Optimism is hard to manage sometimes. I always take risks with optimism that they will improve my future, and for the last six years, they have not panned out. I can’t be specific with the particulars, but let’s say I have put myself forward for a lot of opportunities only to not be chosen.
I’m working on not feeling sorry for myself and seeing this latest failure as room for other opportunities. The people around me with more faith in God would say that God is waiting for the right moment to open up new opportunities. I don’t think God is that hands-on, given how many people in the world there are. I don’t think God reserves this for His (and I deliberately use “his” here) True Believers. And I don’t think a God would hold me back from some of the most excellent opportunities I did not succeed in. So I have to believe that if there are new opportunities that will actually become fruitful, I have not seen them yet. I have to believe in “yet”.

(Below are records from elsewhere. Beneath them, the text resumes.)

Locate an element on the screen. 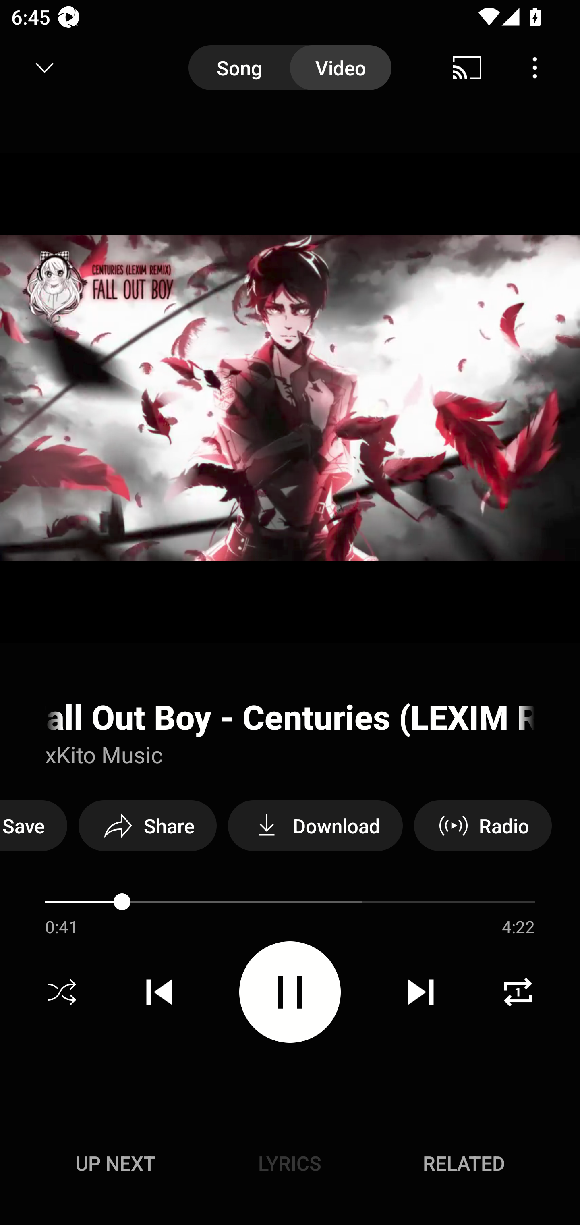 Image resolution: width=580 pixels, height=1225 pixels. Radio is located at coordinates (483, 825).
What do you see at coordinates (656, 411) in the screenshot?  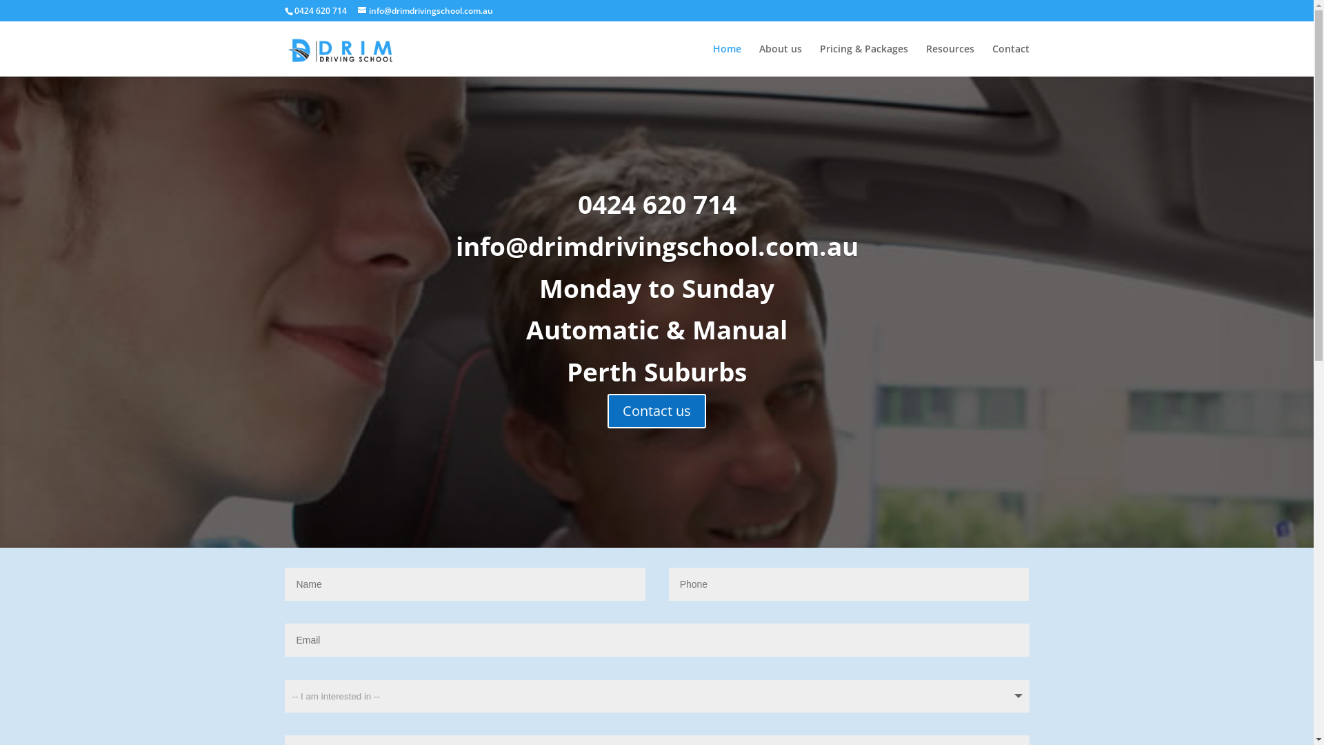 I see `Contact us` at bounding box center [656, 411].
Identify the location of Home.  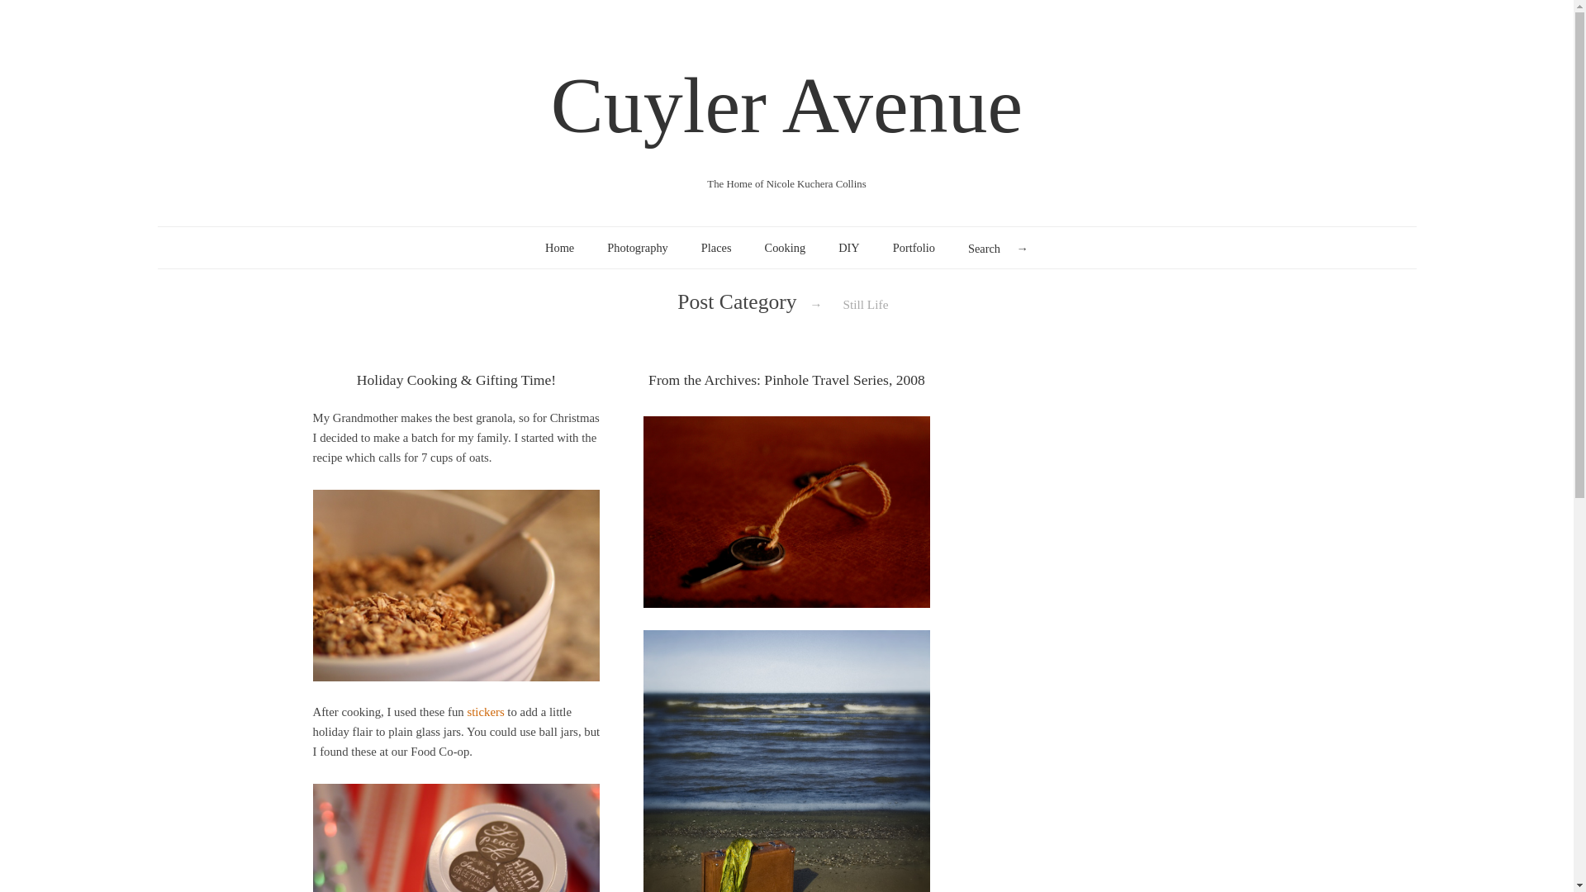
(560, 248).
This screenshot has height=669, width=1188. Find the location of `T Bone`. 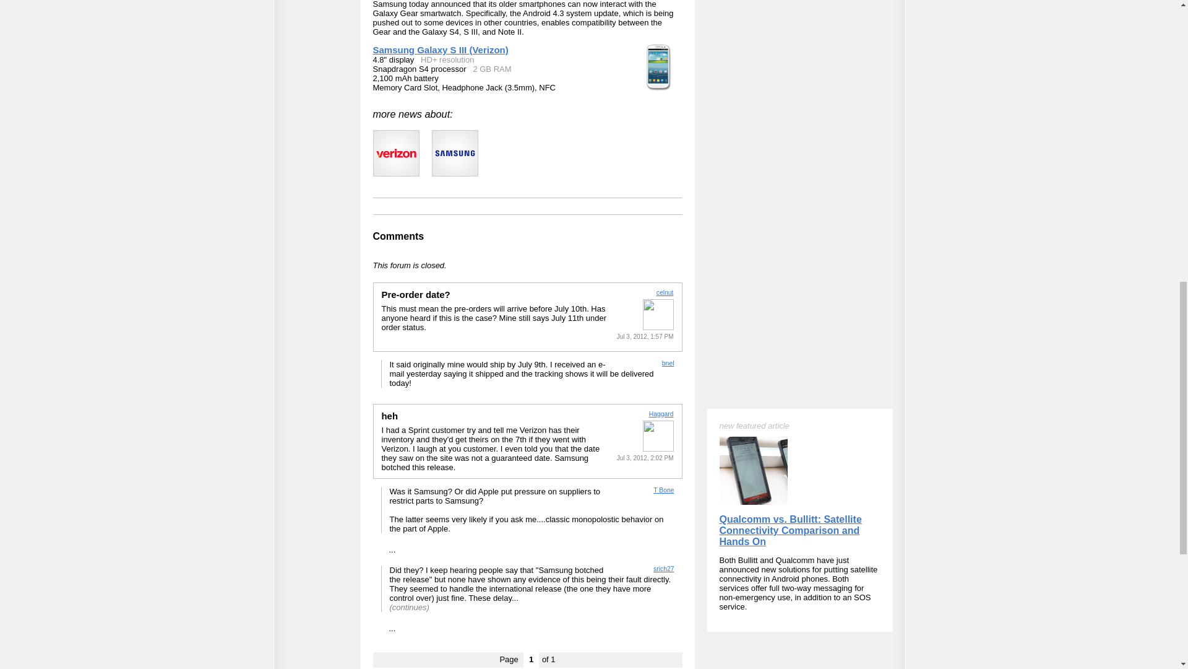

T Bone is located at coordinates (664, 490).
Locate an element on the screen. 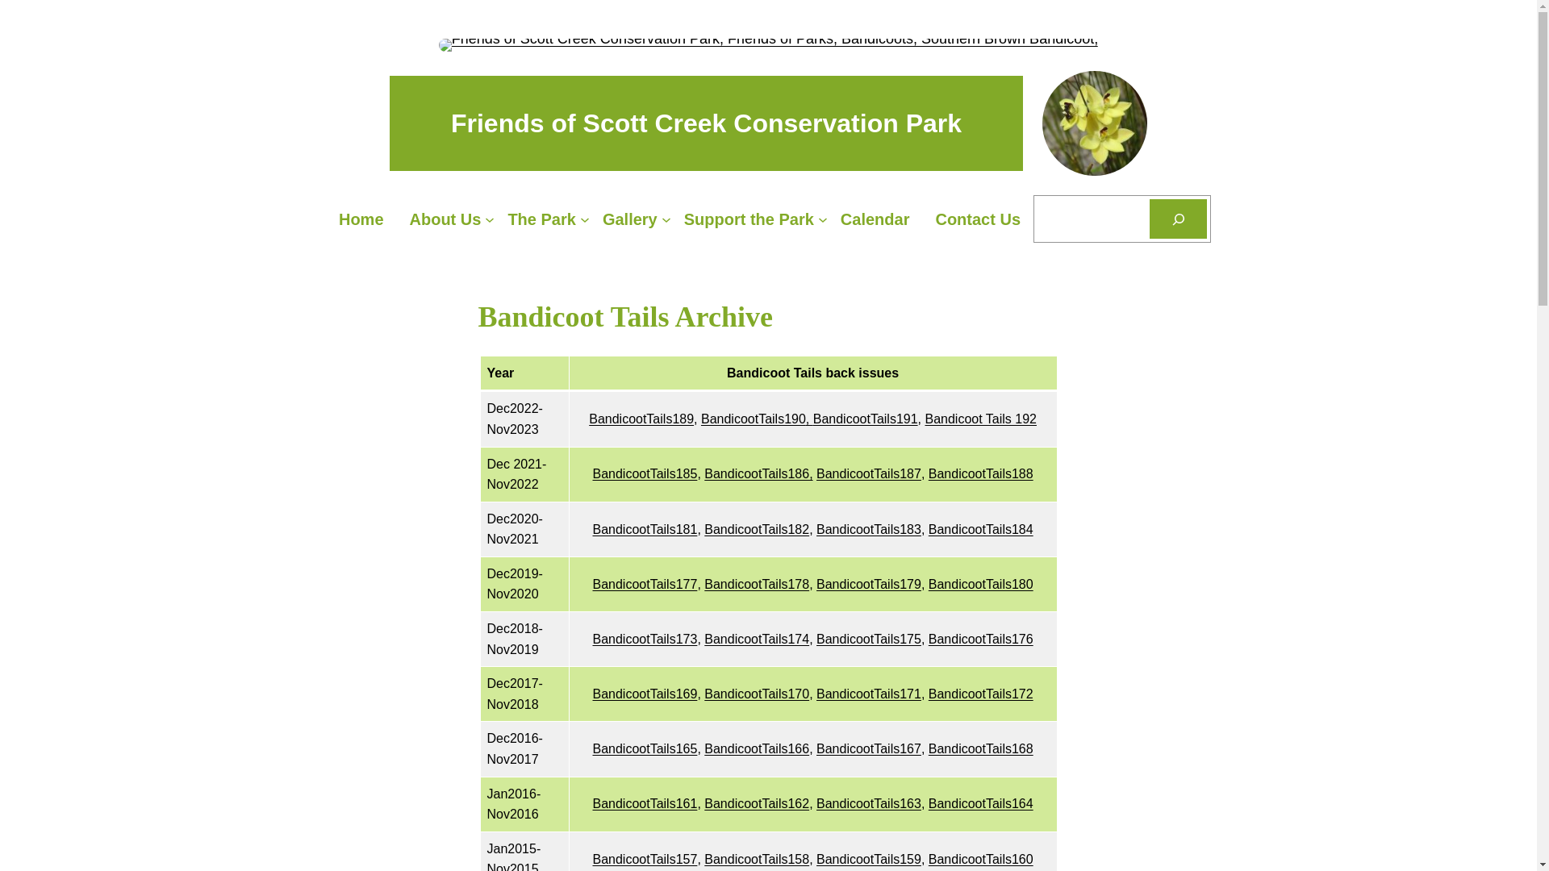  BandicootTails191 is located at coordinates (866, 420).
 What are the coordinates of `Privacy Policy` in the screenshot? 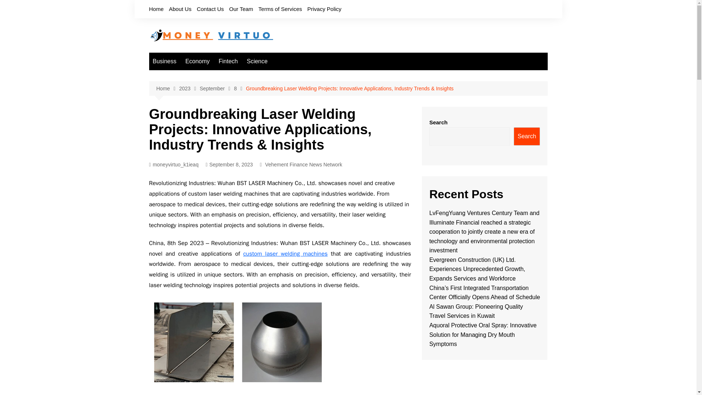 It's located at (324, 9).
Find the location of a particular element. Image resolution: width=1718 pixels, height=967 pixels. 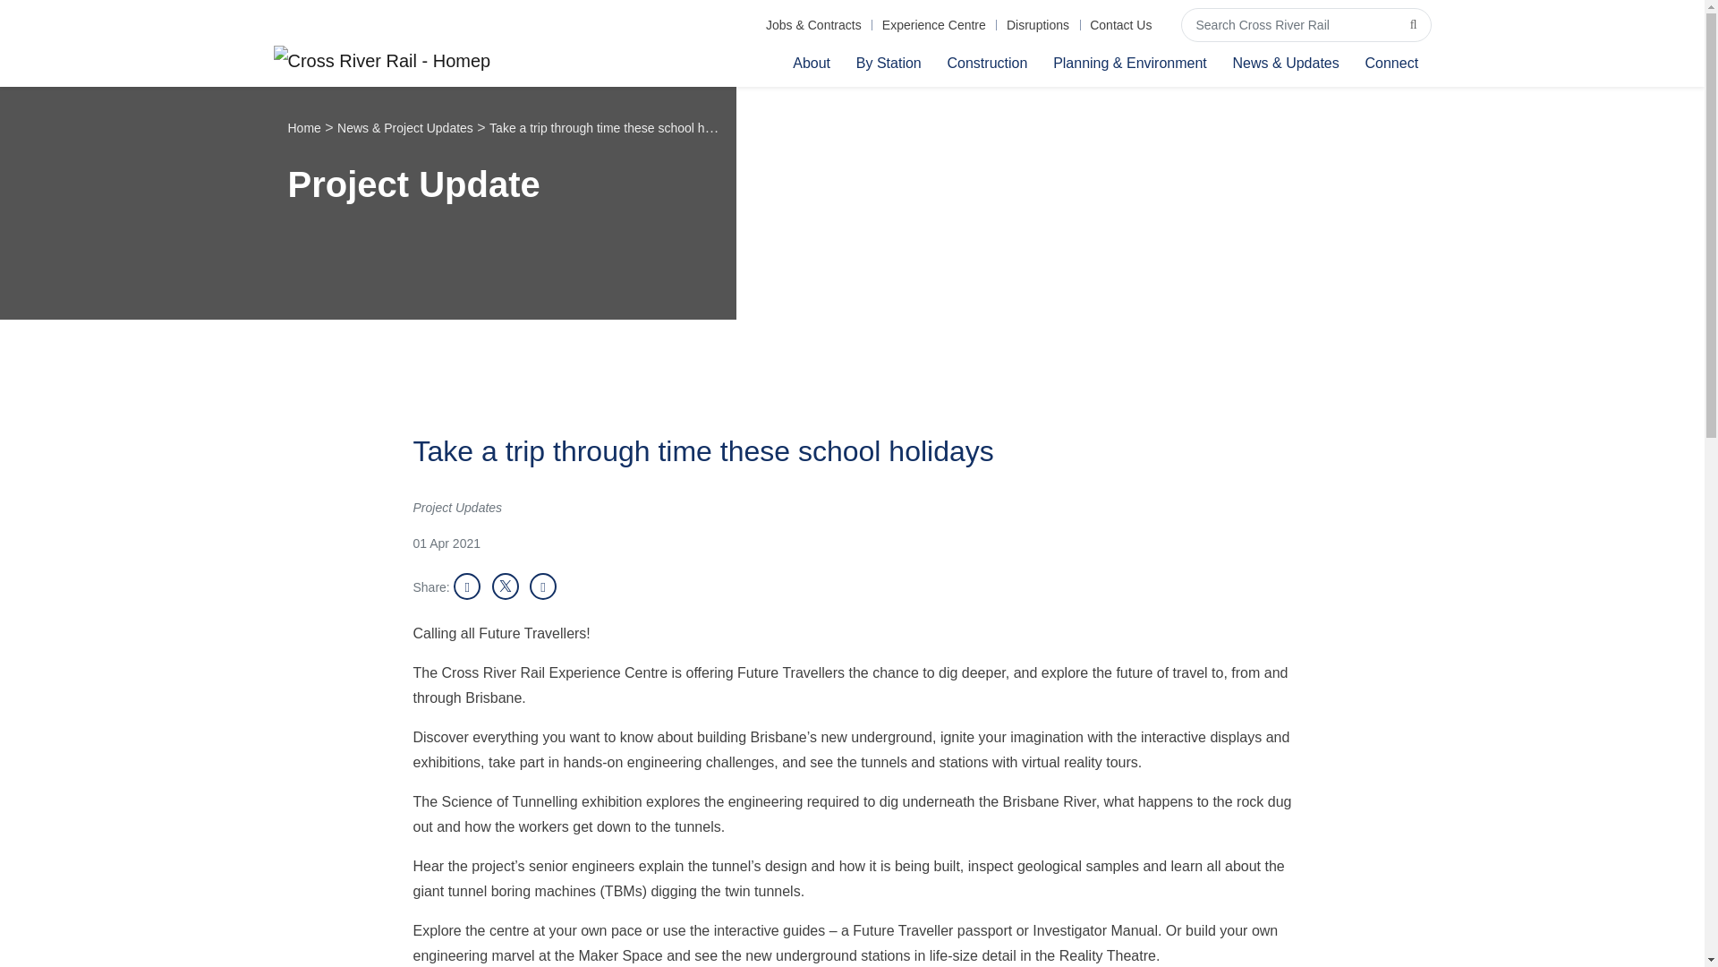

Or maybe I am taking the wrong opportunities. I have been trying the last six (at least) years to re-invent myself. Ever since I was diagnosed with bipolar disorder and put on medication, I have changed as a person — no elation, no depression, no excitement unless I have a compelling goal, less enthusiastic, more introverted, less charming. I have felt too rooted and unfulfilled in my life, especially 5 years from retirement, and at the same time not manic enough to chuck everything away and move to Thailand.
If I don’t try, I will never get where I want. But I hate trying for something when so much of it is out of my control. And reinventing myself requires the outside world. All I can do, though, is be optimistic. God, if you’re listening, point me toward the right opportunity.